Posted by: AnonStackRat at March 24, 2006 02:09 PM


Serendipitous research in your posts focuses on the value of browsing while your notion of clicking on web links is called "bibliographic coupling" in library and information science. These are be two very different things. Please note, my concept of browsing the stacks is broader than yours because yours predicates browsing on requiring a book's call number to get one into the stacks.

Bibliographic coupling is just a fancy name for citation analysis. Viewing a web link as providing access to more than just the cited web page is not unlike finding the published proceedings of a symposium on a topic by way of a cite to a specific presentation in that symposium. That's the dynamic of citation analysis. Your search is still dependent on the original citation taking you to related interesting publications. Not necessary so for browsing. You do not need the call number of a specific text to take you to a range of stacks containing other related and interesting publications. All you need to know is where a subject area is shelved in a library. If fact, a true "stack rat" doesn't even need to know that much.
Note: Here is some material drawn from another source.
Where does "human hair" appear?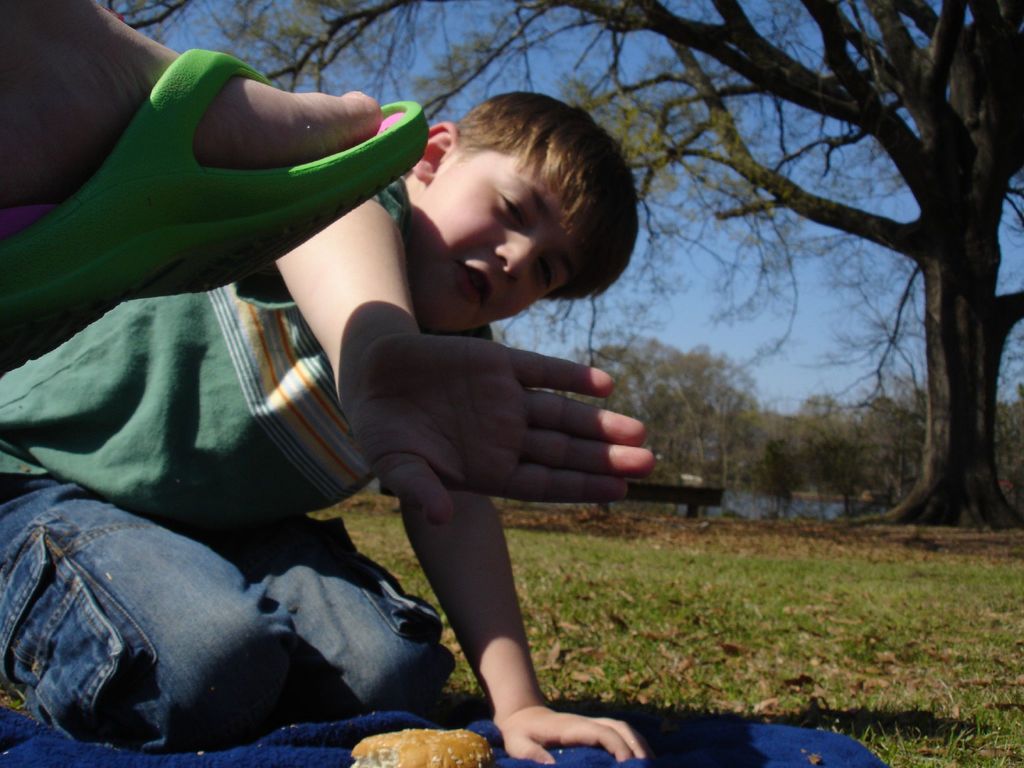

He just needs the curiosity to browse the stacks, to walk down the aisles to see what's there.

Confusing bibliographic coupling with browsing isn't unusual. Both have curiosity in common but, then, all self-motivated research is based on curiosity. Some may want to embellish that by saying research isn't based on idle curiosity, that research is questioning grounded in wonder, but I choose not to go that far. Even idle curiosity can be intellectually productive. I offer as proof, an endangered species, the stack rat.


As a practicing law librarian who is facing the reality that institutions are favoring "bytes" over "bricks" because the former is less expensive that the latter, browsing is being neglected as a bona fide approach to research.

Sidebar: An former colleague, Ray Schoonhoven, then a corner office partner as at Seyfarth, Shaw in Chicago, once told me a story about how after using all the tradition research tools, he simplying was not finding what he needed. At his wit's end, he started pulling Federal Reporters off the shelve (!) and eventually found the authority he needed (!!). Yes, this is an extreme example of browsing but it is one that I doubt any researcher would try to replicate using Lexis, Westlaw or web-based resources.